Emma Hart & Benedict Drew
Benedict Drew Emma Hart
An original and beautifully simple performed installation forging a direct link between sound and image.
Arika have been creating events since 2001. The Archive is space to share the documentation of our work, over 600 events from the past 20 years. Browse the archive by event, artists and collections, explore using theme pairs, or use the index for a comprehensive overview.
An original and beautifully simple performed installation forging a direct link between sound and image.
This performance brings together film, text and speech and temporarily constructs a filmic space to think through questions of resistance, and the choice and consequence of action vs. inaction: what does it mean to choose to not take part?
A crash-course in pre-figurative, radical, queer, anti-racist, anti-police, anti-prison, anti-deportation abolitionist politics and trans-resistance.

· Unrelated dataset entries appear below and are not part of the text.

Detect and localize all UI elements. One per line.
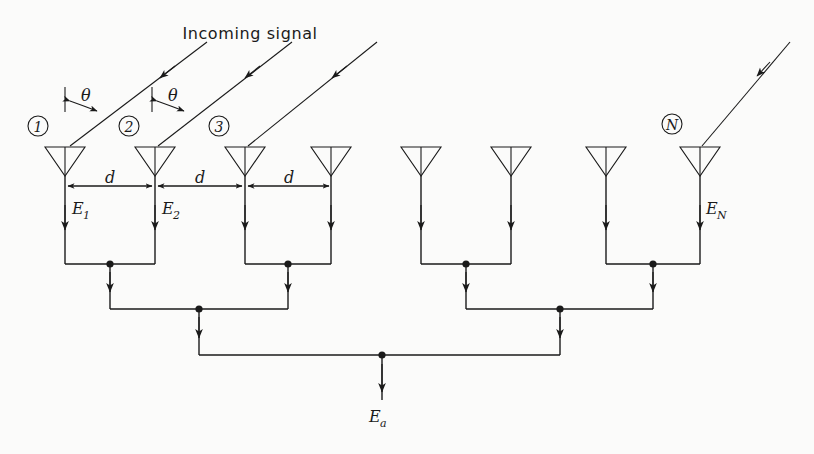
antenna-symbol-2 [135, 147, 175, 176]
svg-text:a: a [380, 417, 387, 430]
incoming-ray-2 [158, 42, 292, 146]
element-index-label-2: 2 [124, 119, 134, 135]
combiner-level-3 [199, 355, 560, 400]
combiner-level-2 [110, 309, 653, 355]
antenna-symbol-7 [586, 147, 626, 176]
incoming-ray-arrowhead-2 [245, 66, 260, 78]
theta-label-1: θ [81, 86, 91, 105]
incoming-ray-arrowhead-3 [332, 66, 347, 78]
svg-text:2: 2 [172, 209, 180, 222]
antenna-symbol-5 [401, 147, 441, 176]
spacing-label-1: d [105, 168, 115, 187]
antenna-symbol-1 [45, 147, 85, 176]
incoming-ray-group [70, 42, 790, 146]
output-field-label: E a [368, 407, 387, 430]
svg-text:1: 1 [83, 209, 90, 222]
diagram-canvas: Incoming signal θ θ 1 2 3 N d d d E 1 E … [28, 24, 790, 430]
junction-dot-l1-a [106, 260, 113, 267]
junction-dot-l1-c [462, 260, 469, 267]
field-label-2: E 2 [161, 199, 180, 222]
feed-line-group [65, 176, 700, 264]
incoming-signal-label: Incoming signal [182, 24, 317, 43]
field-label-n: E N [705, 199, 727, 222]
theta-label-2: θ [168, 86, 178, 105]
element-index-label-3: 3 [215, 119, 224, 135]
antenna-symbol-8 [680, 147, 720, 176]
element-index-label-n: N [665, 117, 679, 133]
junction-dot-l1-b [284, 260, 291, 267]
incoming-ray-n [702, 42, 790, 146]
junction-dot-l3 [378, 351, 385, 358]
antenna-symbol-6 [491, 147, 531, 176]
junction-dot-l2-b [556, 305, 563, 312]
element-index-label-1: 1 [34, 119, 43, 135]
junction-dot-l1-d [649, 260, 656, 267]
svg-text:N: N [716, 209, 727, 222]
incoming-ray-3 [248, 42, 377, 146]
level2-drop-arrows [199, 317, 560, 338]
incoming-ray-arrowhead-1 [160, 66, 175, 78]
spacing-label-2: d [195, 168, 205, 187]
spacing-label-3: d [284, 168, 294, 187]
antenna-array-diagram: Incoming signal θ θ 1 2 3 N d d d E 1 E … [0, 0, 814, 454]
antenna-symbol-3 [225, 147, 265, 176]
level1-drop-arrows [110, 272, 653, 292]
antenna-symbol-4 [311, 147, 351, 176]
antenna-symbol-group [45, 147, 720, 176]
level1-junction-dots [106, 260, 656, 267]
field-label-1: E 1 [71, 199, 90, 222]
junction-dot-l2-a [195, 305, 202, 312]
feed-direction-arrows [65, 205, 700, 230]
combiner-level-1 [65, 264, 700, 309]
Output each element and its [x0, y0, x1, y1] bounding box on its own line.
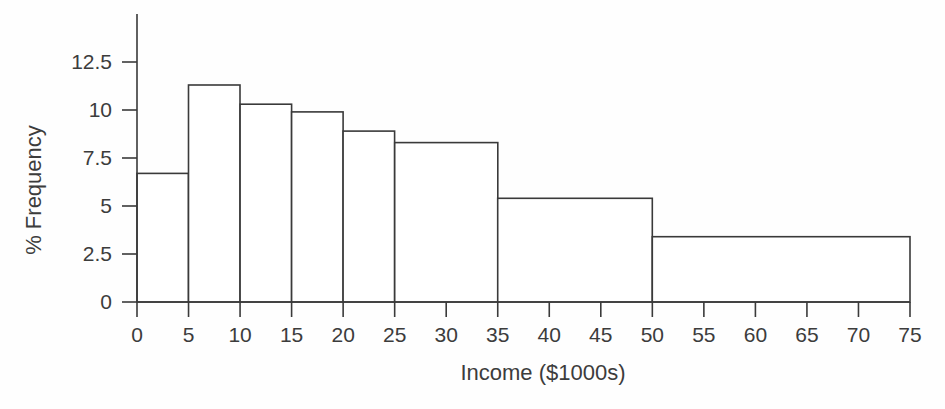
histogram-bar [343, 131, 395, 302]
x-tick-label: 55 [692, 323, 715, 346]
x-tick-label: 45 [589, 323, 612, 346]
x-tick-label: 60 [744, 323, 767, 346]
x-tick-label: 0 [131, 323, 143, 346]
x-tick-label: 20 [331, 323, 354, 346]
x-axis-title: Income ($1000s) [343, 360, 743, 386]
y-tick-label: 0 [100, 290, 112, 313]
histogram-bar [189, 85, 241, 302]
histogram-bar [395, 143, 498, 302]
histogram-bar [498, 198, 653, 302]
y-axis-title: % Frequency [21, 125, 47, 255]
x-tick-label: 70 [847, 323, 870, 346]
x-tick-label: 65 [795, 323, 818, 346]
histogram-figure: 02.557.51012.505101520253035404550556065… [0, 0, 945, 409]
histogram-bar [652, 237, 910, 302]
histogram-plot: 02.557.51012.505101520253035404550556065… [0, 0, 945, 409]
x-tick-label: 30 [435, 323, 458, 346]
x-tick-label: 35 [486, 323, 509, 346]
x-tick-label: 75 [898, 323, 921, 346]
histogram-bar [137, 173, 189, 302]
y-tick-label: 10 [89, 98, 112, 121]
x-tick-label: 40 [538, 323, 561, 346]
x-tick-label: 10 [228, 323, 251, 346]
x-tick-label: 15 [280, 323, 303, 346]
x-tick-label: 5 [183, 323, 195, 346]
y-tick-label: 12.5 [71, 50, 112, 73]
histogram-bar [292, 112, 344, 302]
y-tick-label: 7.5 [83, 146, 112, 169]
x-tick-label: 25 [383, 323, 406, 346]
y-tick-label: 2.5 [83, 242, 112, 265]
y-tick-label: 5 [100, 194, 112, 217]
x-tick-label: 50 [641, 323, 664, 346]
histogram-bar [240, 104, 292, 302]
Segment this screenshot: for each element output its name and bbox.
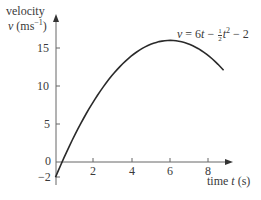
y-unit: (ms: [13, 19, 34, 33]
y-unit-close: ): [43, 19, 47, 33]
eq-den: 2: [218, 36, 222, 43]
x-tick-2: 2: [90, 165, 96, 177]
y-tick-0: 0: [45, 155, 51, 167]
eq-minus: −: [204, 27, 217, 41]
y-tick-neg2: −2: [38, 171, 51, 183]
x-unit: (s): [235, 174, 251, 188]
x-tick-6: 6: [167, 165, 173, 177]
x-label-text: time: [207, 174, 231, 188]
y-axis-label-line1: velocity: [6, 5, 45, 17]
equation-annotation: v = 6t − 12t2 − 2: [177, 27, 249, 43]
y-tick-15: 15: [37, 42, 49, 54]
y-tick-10: 10: [37, 80, 49, 92]
x-axis-arrow-icon: [225, 159, 233, 165]
y-axis-arrow-icon: [53, 14, 59, 22]
x-axis-label: time t (s): [207, 175, 250, 187]
eq-6: = 6: [182, 27, 201, 41]
y-axis: [53, 14, 60, 185]
y-unit-exp: −1: [34, 18, 43, 27]
x-tick-4: 4: [129, 165, 135, 177]
y-axis-label-line2: v (ms−1): [8, 19, 47, 32]
y-tick-5: 5: [44, 118, 50, 130]
eq-tail: − 2: [230, 27, 249, 41]
velocity-curve: [56, 40, 224, 177]
eq-half: 12: [218, 28, 222, 43]
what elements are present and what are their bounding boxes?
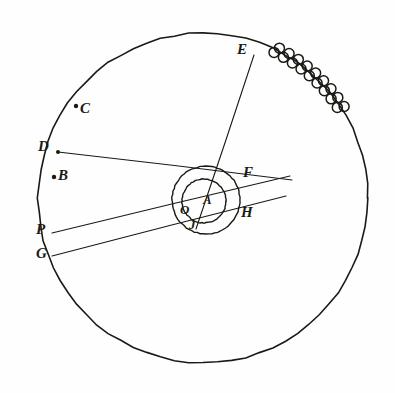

Hijokaidan rapidly built a following due to the overwhelmingly physical intensity of their live performances, often involving destructive onstage rituals of vomit, urine, mangled guitars and ear shredding volume.
The reknowned artist Kjell Bjørgeengen works collaboratively with innovative musicians to make complex installations. Channels of flickering light are produced in response to and from sound.
A celebration of our overabundant social entanglement and complicity, that remind us of how we can see ourselves, stripped of powers’ attempts to grasp us.
Vajra are a Japanese psychedelic rock supergroup, hewn from the collective consciousness of Fushitsusha’s Keiji Haino, folk radical Kan Mikami and percussionist Toshiaki Ishitsuka.
The final iteration of Arika’s INSTAL festivals, the 2010 edition was an experimental festival of experimental music – 3 days of events at the Tramway that explored un-average ideas about sound and music.
Chris Corsano, Akio Suzuki and John Butcher performing in the Hamilton Mausoleum, Hamilton.
In Ramayya’s visionary poetry, the body assumes as many forms as love produces states: attraction and repulsion, excitement and exhaustion, selfishness and the dissolution of self.
Sonic ‘observations’ of the world, through micro recordings on a tiny scale and transformed into something musically compelling.
Kanta is a young Japanese artist with a home-made, short circuited take on electronics and physical phenomena which he uses in performance to produce close circuit systems of audio / video feedback.